Compute redshift z = (λ_obs - λ_emit) / λ_emit and approximate radial velocity (non-relativistic Doppler).

Doppler redshift: z = (λ_obs − λ_emit)/λ_emit, v ≈ c·z

From an emitted and an observed wavelength, this tool computes the redshift z = (λ_obs − λ_emit)/λ_emit and the non-relativistic radial velocity v ≈ c·z, with c = 299,792,458 m/s. For |z| ≳ 0.1, the relativistic Doppler formula v = c·((1+z)² − 1)/((1+z)² + 1) should be used instead — at z = 0.5, c·z overestimates v by ~20%. Example: Hα emitted at λ = 656.3 nm, observed at 700 nm → z ≈ 0.0666, v ≈ 19,963 km/s (galaxy receding). A negative z is a blueshift (source approaching).

Applications

Stellar radial-velocity measurements; exoplanet detection via the host-star Doppler wobble (HARPS, HARPS-N, ESPRESSO — sub-m/s precision); spectroscopy of binary stars and pulsating variables; observational cosmology (galaxy redshift surveys); and laboratory recoil-free Doppler shifts via the Mössbauer effect (Δλ/λ ~ 10⁻¹⁵, used to confirm gravitational redshift in the Pound–Rebka experiment, 1959).

FAQ

When does v = c·z fail? When v is a non-trivial fraction of c. The rule of thumb: keep c·z if z < 0.1 (error < 5%); above that, use the relativistic formula. Cosmological redshifts (z > 1) are not velocities at all — they come from spacetime expansion.
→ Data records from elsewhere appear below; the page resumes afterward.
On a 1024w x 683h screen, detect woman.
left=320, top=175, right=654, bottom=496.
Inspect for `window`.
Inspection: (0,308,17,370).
Which spectral lines are used? Hydrogen Balmer (Hα 656.3 nm, Hβ 486.1 nm), Ca II H&K (393.4 / 396.8 nm), Na D doublet (589.0 / 589.6 nm) and Mg b (518 nm). High-resolution spectrographs cross-correlate hundreds of lines at once for m/s precision.

Is the velocity here radial? Yes — only the line-of-sight component. Transverse motion gives a much smaller second-order Doppler effect (∝ v²/c²) and does not appear in z to first order.